Journal of Corporate Finance 2024 84, 102530 open access
Joining the debate on the banking sector's impact on the real economy, this study examines the impact of banks' market power on local businesses' financial reporting quality. Based on the market power hypothesis and the information-based hypothesis, we propose four ways the banking market could affect the financial reporting quality. The proposed mechanisms suggest that borrowers and bank lenders face increased market power by implementing different earnings management and monitoring practices. Our documentary evidence suggests that since the banking market deregulation, restrictions on inter- and intra-state banking and branching have been removed, with banks gaining more power and the market becoming more consolidated. Using a large sample of U.S. listed firms from 1995 to 2019, we find a favourable impact of bank market power on corporate financial reporting quality, primarily driven by heightened monitoring by banks with greater market power, supporting the monitoring-stringent conjecture. In addition, this positive relationship is more pronounced among firms heavily reliant on local banks. Our results are robust to a rich set of tests, such as using alternative measurements for financial reporting quality and bank market power, including macroeconomic factors, and considering drastic changes in the bank market structure.

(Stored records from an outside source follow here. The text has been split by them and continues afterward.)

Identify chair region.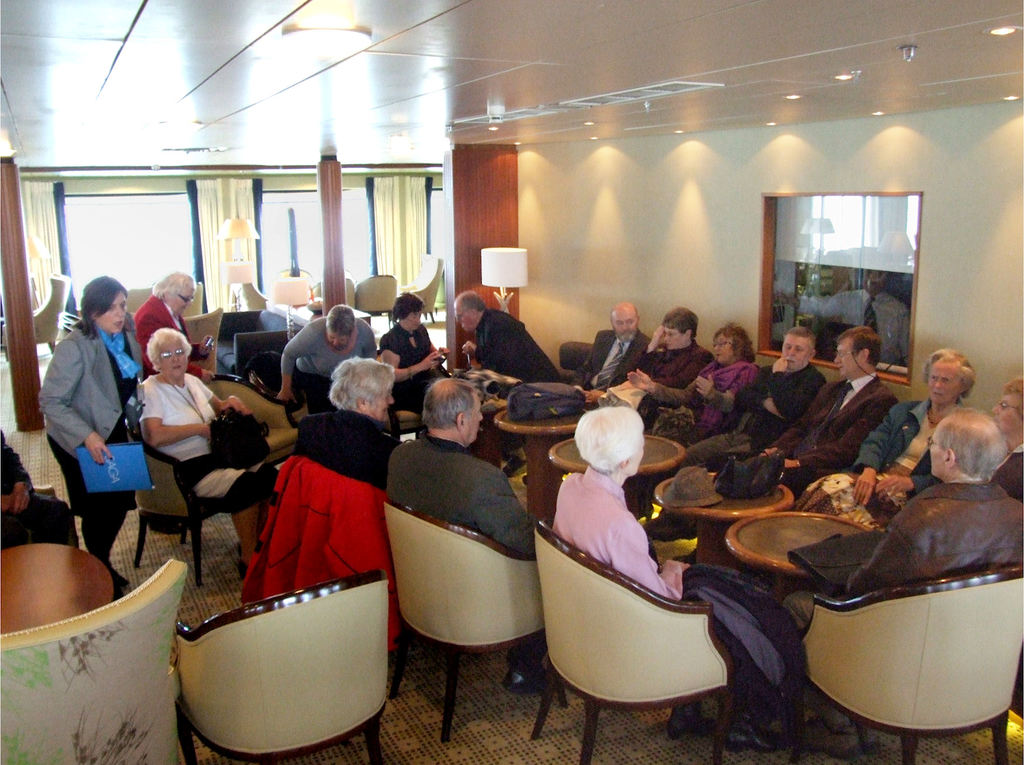
Region: select_region(31, 268, 76, 353).
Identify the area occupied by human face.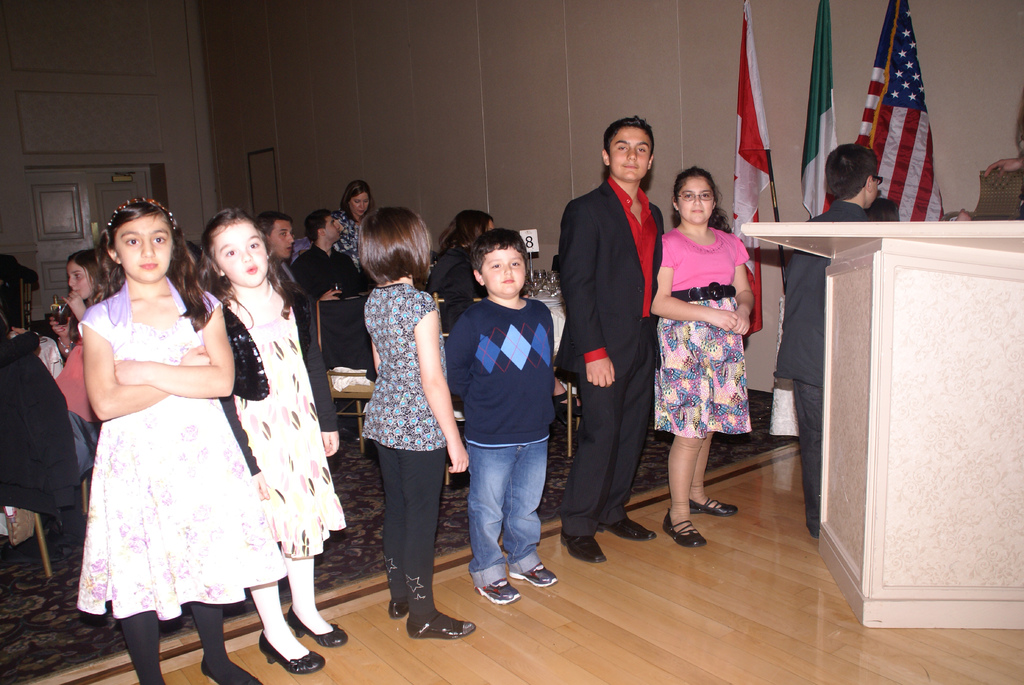
Area: [614,127,645,181].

We also address the endogeneity concerns and test the robustness of our key findings in a loan syndication setting. Our research suggests that facing increased bank market concentration and power, firms must pay additional attention to their financial reporting, which is widely used to access external finance.

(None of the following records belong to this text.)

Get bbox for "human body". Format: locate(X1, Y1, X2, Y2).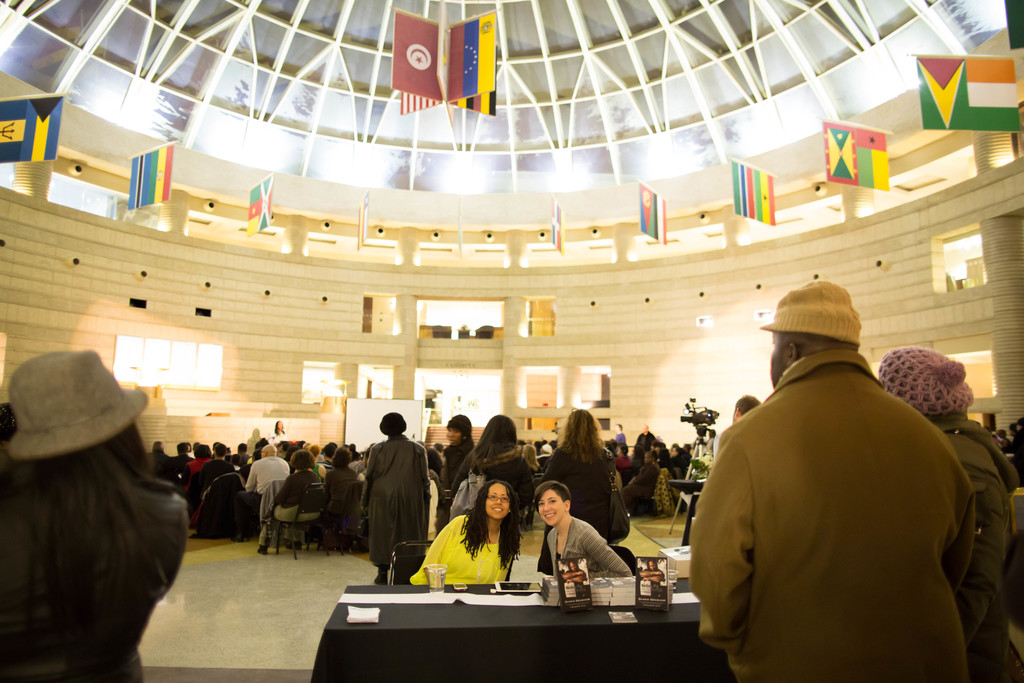
locate(447, 446, 531, 531).
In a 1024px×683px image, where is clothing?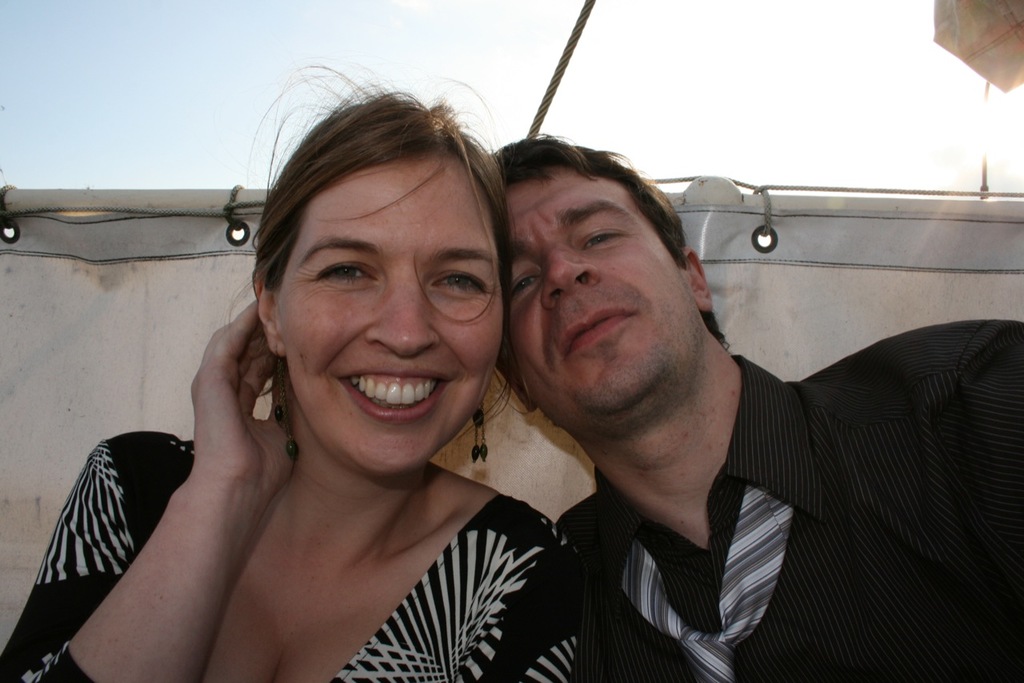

Are good or bad borrowers discouraged from applying for loans? Evidence from US small business credit markets

Journal of Banking & Finance 2009 33(2), 415-424
This paper takes the concept of a discouraged borrower originally formulated by Kon and Storey [Kon, Y., Storey, D.J., 2003. A theory of discouraged borrowers. Small Business Economics 21, 37–49] and examines whether discouragement is an efficient self-rationing mechanism. Using US data it finds riskier borrowers have higher probabilities of discouragement, which increase with longer financial relationships, suggesting discouragement is an efficient self-rationing mechanism. It also finds low risk borrowers are less likely to be discouraged in concentrated markets than in competitive markets and that, in concentrated markets, high risk borrowers are more likely to be discouraged the longer their financial relationships. We conclude discouragement is more efficient in concentrated, than in competitive, markets.